There are a number of tools to support medicines optimisation in clinical practice, and it is important that the community nurse is familiar with what tools are routinely used locally and who can offer support in the review of medicines for patients who are considered at risk. The STOPP START Toolkit supports medications review and helps identification of potentially inappropriate prescriptions in older people. START stands for Screening Tool to Alert doctors to Right (i.e. appropriate) indicated Treatments (Gallagher et al, 2008). The tool identifies unnecessary polypharmacy and highlights potential unwanted interactions. It is also useful in reviewing the under-utilisation of appropriate medicines that should be started. Other tools include STOPPFrail, which is a screening tool of older persons' prescriptions in frail adults with limited life expectancy (Lavan et al, 2017) and is presented as a list of potentially inappropriate prescribing indicators designed to support practitioners with stopping medicines in older patients who have end-stage irreversible pathology, a poor one-year prognosis, severe functional impairment or severe cognitive impairment or both. Symptom control is the priority rather than prevention of disease progression. The Royal Pharmaceutical Society hosts a medicines optimisation hub with a range of good practice guidelines and resources to support practice.

Conclusion

Regular medicines play a vital role in healthcare for older people.
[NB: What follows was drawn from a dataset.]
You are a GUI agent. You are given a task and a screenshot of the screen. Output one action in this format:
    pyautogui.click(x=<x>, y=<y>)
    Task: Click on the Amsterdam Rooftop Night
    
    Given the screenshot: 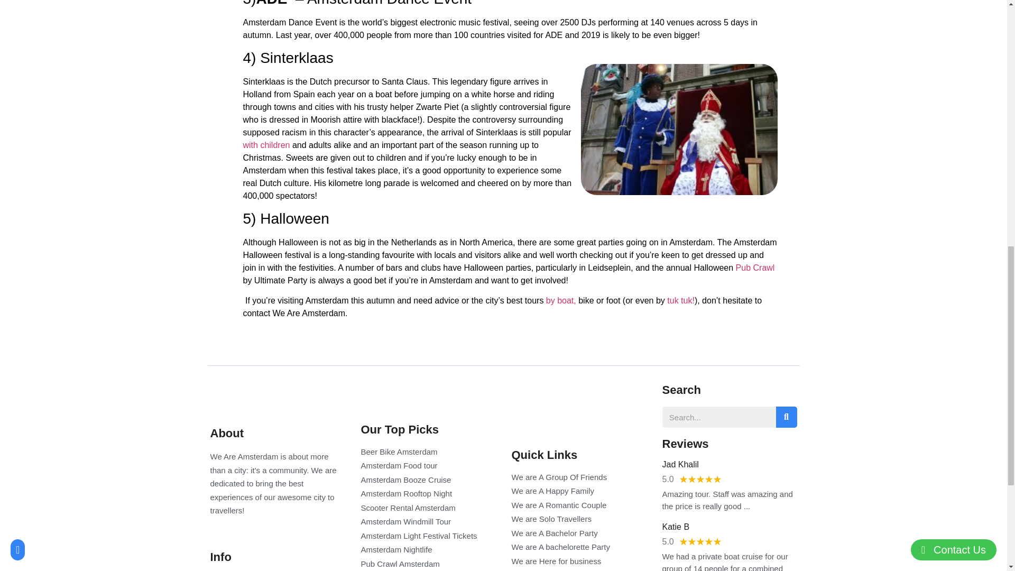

The pharmacology of ageing results in many physiological changes that can result in drugs having an enhanced or unpredictable effect in older people. Many authors caution of the importance of adopting a ‘start low and go slow’ approach and recommend that initiating new medicines must be carefully balanced by the risks and benefits for the patient. This cautious approach is particularly important for patients living with multimorbidities or frailty or polypharmacy. A number of drugs are well known to lead to adverse drug reactions, and some drugs are particularly problematic and considered high risk for older people.

The community nurse can help to identify and flag patients at risk of inappropriate or problematic polypharmacy using locally or nationally agreed criteria and ensure that the multidisciplinary team is aware of any medicines-related concerns that the patient, their supporters or the nurse may have about medicines use in practice. The community nurse is urged to develop a pathway for their older patients at risk of inappropriate or problematic polypharmacy in order that the patient receive regular reviews by a clinical pharmacist who has the necessary skills and expertise to review medications and make recommendations accordingly.

Key Points

  • Medicines are the most widely used therapeutic intervention used in healthcare
  • There are important biological and pharmacological differences in how an older person responds to medicines
  • Clinical guidelines and prescribing guidelines for individual long-term conditions may not be appropriate for an older person living with multimorbidity and frailty
  • Medicines optimisation is an important area of clinical practice for district nurses
  • National Institute for Health and Care Excellence guidelines on multimorbidity discuss how to reduce polypharmacy and there are a number of useful tools available in supporting medicines optimisation with older people
  • Community nurses are encouraged to work closely with the multidisciplinary team and the older person in order to discuss appropriate polypharmacy and inappropriate polypharmacy as part of routine care

CPD REFLECTIVE QUESTIONS

  • How do you identify and care for patients living with multimorbidity?
  • What criteria can you use in your nursing assessment to identify older people who may be at risk of problematic or inappropriate polypharmacy?
  • Do you know where to signpost older patients taking multiple medicines to support them with medicines optimisation and review?
  • How do you keep updated and do you know where to access relevant and up to date local and national guidance to support medicines optimisation?